The big factor holding Enemy back from fully hitting its mark as a nightmarish psycho-drama is that it doesn't go far enough with its central mystery. There's quite a bit hinted at that could have been explored without 'solving' the case. Despite the 90 minute run time, the first act's glacial pacing is also partly to blame. It's long on atmosphere and short on character ground work. Despite some nice visual characterization and elegant editing, Enemy's initial foundation isn't as solid as the film thinks.

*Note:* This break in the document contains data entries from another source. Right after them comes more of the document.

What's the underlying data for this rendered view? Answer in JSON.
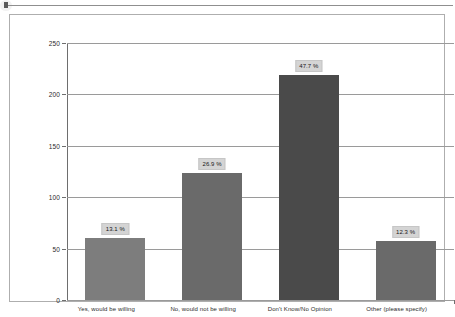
{
  "toolbar": {
    "cursor_name": "text-cursor"
  },
  "chart_data": {
    "type": "bar",
    "title": "",
    "subtitle": "",
    "xlabel": "",
    "ylabel": "",
    "categories": [
      "Yes, would be willing",
      "No, would not be willing",
      "Don't Know/No Opinion",
      "Other (please specify)"
    ],
    "values": [
      60,
      124,
      219,
      57
    ],
    "data_labels": [
      "13.1 %",
      "26.9 %",
      "47.7 %",
      "12.3 %"
    ],
    "percentages": [
      13.1,
      26.9,
      47.7,
      12.3
    ],
    "bar_colors": [
      "#7d7d7d",
      "#6a6a6a",
      "#4a4a4a",
      "#6a6a6a"
    ],
    "ylim": [
      0,
      250
    ],
    "yticks": [
      0,
      50,
      100,
      150,
      200,
      250
    ],
    "ytick_labels": [
      "0",
      "50",
      "100",
      "150",
      "200",
      "250"
    ],
    "grid": true,
    "grid_axis": "y",
    "legend": false,
    "legend_position": "none",
    "label_box_color": "#d4d4d4",
    "axis_color": "#6e6e6e",
    "gridline_color": "#9a9a9a",
    "plot_background": "#ffffff",
    "frame_border_color": "#aeaeae"
  }
}
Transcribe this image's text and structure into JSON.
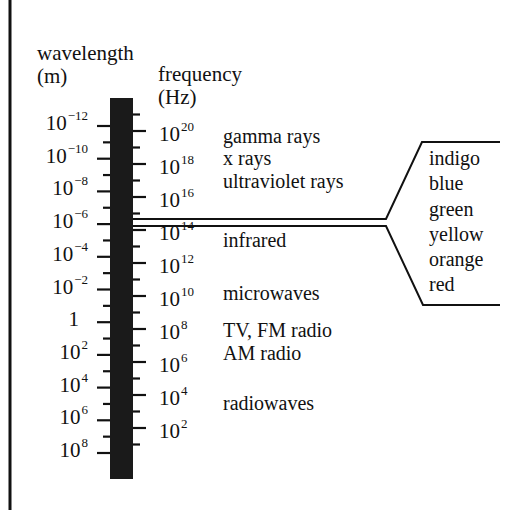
{
  "headers": {
    "wavelength_title": "wavelength",
    "wavelength_unit": "(m)",
    "frequency_title": "frequency",
    "frequency_unit": "(Hz)"
  },
  "wavelength_labels": [
    {
      "base": "10",
      "exp": "−12"
    },
    {
      "base": "10",
      "exp": "−10"
    },
    {
      "base": "10",
      "exp": "−8"
    },
    {
      "base": "10",
      "exp": "−6"
    },
    {
      "base": "10",
      "exp": "−4"
    },
    {
      "base": "10",
      "exp": "−2"
    },
    {
      "base": "1",
      "exp": ""
    },
    {
      "base": "10",
      "exp": "2"
    },
    {
      "base": "10",
      "exp": "4"
    },
    {
      "base": "10",
      "exp": "6"
    },
    {
      "base": "10",
      "exp": "8"
    }
  ],
  "frequency_labels": [
    {
      "base": "10",
      "exp": "20"
    },
    {
      "base": "10",
      "exp": "18"
    },
    {
      "base": "10",
      "exp": "16"
    },
    {
      "base": "10",
      "exp": "14"
    },
    {
      "base": "10",
      "exp": "12"
    },
    {
      "base": "10",
      "exp": "10"
    },
    {
      "base": "10",
      "exp": "8"
    },
    {
      "base": "10",
      "exp": "6"
    },
    {
      "base": "10",
      "exp": "4"
    },
    {
      "base": "10",
      "exp": "2"
    }
  ],
  "bands": [
    "gamma rays",
    "x rays",
    "ultraviolet rays",
    "infrared",
    "microwaves",
    "TV, FM radio",
    "AM radio",
    "radiowaves"
  ],
  "visible_colors": [
    "indigo",
    "blue",
    "green",
    "yellow",
    "orange",
    "red"
  ]
}
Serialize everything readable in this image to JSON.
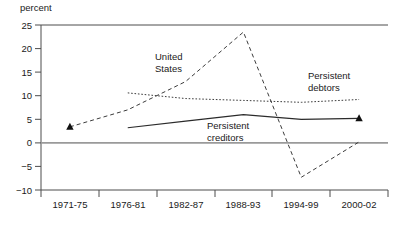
{
  "chart_data": {
    "type": "line",
    "title": "",
    "subtitle": "",
    "xlabel": "",
    "ylabel": "percent",
    "categories": [
      "1971-75",
      "1976-81",
      "1982-87",
      "1988-93",
      "1994-99",
      "2000-02"
    ],
    "ylim": [
      -10,
      25
    ],
    "xlim": [
      0,
      5
    ],
    "yticks": [
      25,
      20,
      15,
      10,
      5,
      0,
      -5,
      -10
    ],
    "ytick_labels": [
      "25",
      "20",
      "15",
      "10",
      "5",
      "0",
      "−5",
      "−10"
    ],
    "grid": false,
    "legend": "inline-annotations",
    "zero_line": true,
    "series": [
      {
        "name": "United States",
        "style": "dashed",
        "color": "#3c3c3c",
        "x": [
          "1971-75",
          "1976-81",
          "1982-87",
          "1988-93",
          "1994-99",
          "2000-02"
        ],
        "values": [
          3.4,
          7.0,
          13.0,
          23.5,
          -7.3,
          0.2
        ],
        "marker_points": [
          {
            "category": "1971-75",
            "value": 3.4,
            "marker": "triangle"
          },
          {
            "category": "2000-02",
            "value": 5.2,
            "marker": "triangle"
          }
        ]
      },
      {
        "name": "Persistent debtors",
        "style": "dotted",
        "color": "#3c3c3c",
        "x": [
          "1976-81",
          "1982-87",
          "1988-93",
          "1994-99",
          "2000-02"
        ],
        "values": [
          10.6,
          9.4,
          9.0,
          8.6,
          9.2
        ]
      },
      {
        "name": "Persistent creditors",
        "style": "solid",
        "color": "#2b2b2b",
        "x": [
          "1976-81",
          "1982-87",
          "1988-93",
          "1994-99",
          "2000-02"
        ],
        "values": [
          3.2,
          4.6,
          6.0,
          5.0,
          5.2
        ]
      }
    ],
    "annotations": [
      {
        "name": "united-states-label",
        "text_line1": "United",
        "text_line2": "States",
        "x_px": 155,
        "y_px": 60
      },
      {
        "name": "persistent-debtors-label",
        "text_line1": "Persistent",
        "text_line2": "debtors",
        "x_px": 308,
        "y_px": 79
      },
      {
        "name": "persistent-creditors-label",
        "text_line1": "Persistent",
        "text_line2": "creditors",
        "x_px": 207,
        "y_px": 129
      }
    ]
  },
  "axis": {
    "unit_label": "percent"
  },
  "footnote": {
    "text": ""
  }
}
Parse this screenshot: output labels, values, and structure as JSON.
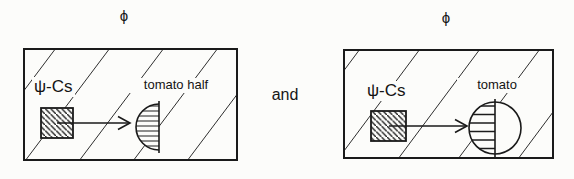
{
  "figure": {
    "connector": "and",
    "panels": [
      {
        "id": "left",
        "function_label": "ϕ",
        "psi_label": "ψ-Cs",
        "object_label": "tomato half"
      },
      {
        "id": "right",
        "function_label": "ϕ",
        "psi_label": "ψ-Cs",
        "object_label": "tomato"
      }
    ],
    "colors": {
      "ink": "#1a1a1a",
      "paper": "#fcfcfa"
    }
  }
}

Shortcomings noted, though, it's refreshing to see a psychological drama/thriller that isn't afraid to leave most of the hard work to the audience. Villeneuve and his cast's commitment to the brazenly head-scratching material is admirable, and ensures that Enemy never sinks under the weight of its own weirdness. Spiders play a significant (albeit puzzling) role in Enemy's puzzle, which couldn't be more appropriate. Enemy lures you in with hints of danger, but only shows you enough to draw you deeper and deeper into its web. By the time you think you have an idea of where it's going, you're hit with the blood-chilling realization that it's already too late.